Happily they treat me like an equal and call out “faible!”
(weak) when I throw a sissy punch. The guys are rather childish,
being proper jocks, though their sculpted bodies invite primal
fantasies… I can’t help but to peek when they strip
down to their undies to weigh in.
Other
than a few female colleagues I cocktail with from time to time,
I mainly go out with the guys, like my drummer friend Lamine from
the island. We hang out at his family house from time to time,
where I dance with the girls and do karate with the boys and climb
into the long, open arms of an apple tree (the courtyard shared
between houses here always seems to have at least this God-given
luxury). Getting a hold of Lamine is always difficult, as only
his sister has a phone and she can’t call me on it because
she never has any money. Like so many of the women I meet here,
she seems so tough and yet tender, resigned to a probable life
of poverty yet still dreaming of another life, whose design shows
in the curvy red gown she wears when I invite her and Lamine out
dancing.
Lamine
is kind of like a big brother, bodyguard protection so I can run
freely in the streets on cool nights, yet a kid, in that he doesn’t
have any money of his own, not even enough for transport to come
see me. Our friendship is difficult on this point, as it puts
in my face the uncomfortable fact I constantly struggle with of
being relatively rich in a very poor country… I make 30
times as much as he or the average guy makes here, yet I know
that making him dependent on handouts from me isn’t exactly
a sustainable solution either, and a poor basis for a friendship.
Day
by day, petit a petit, molding into this new life, heat, stress
and dirt and all.
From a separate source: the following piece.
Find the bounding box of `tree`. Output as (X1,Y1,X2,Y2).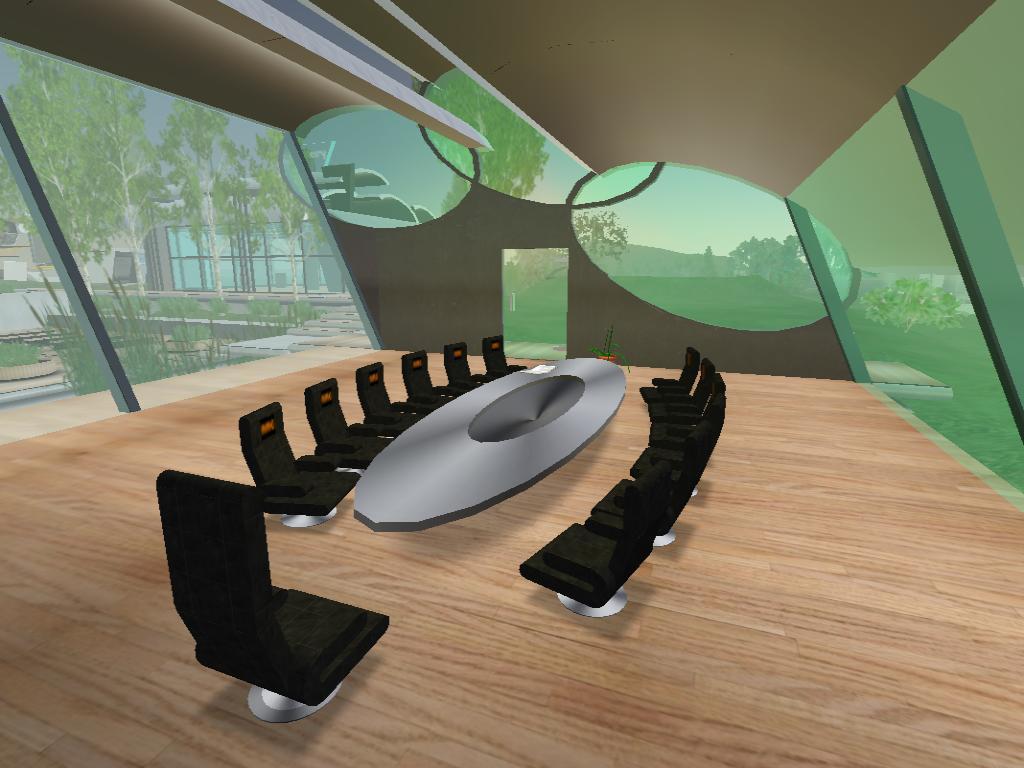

I am starting to feel at home, truly happy to
be here, aware that I won’t be here forever and that being
here a gift I can’t afford to ignore. If anything, more
than missing reliable electricity and telephones, I feel the lack
of deep companionship and creativity, the awe that comes from
slow attention and observation, from taking walks and measuring
breaths, that comes when the banyan tree you pass everyday pops
out at you and says hello, as unforgettable as the girl next door.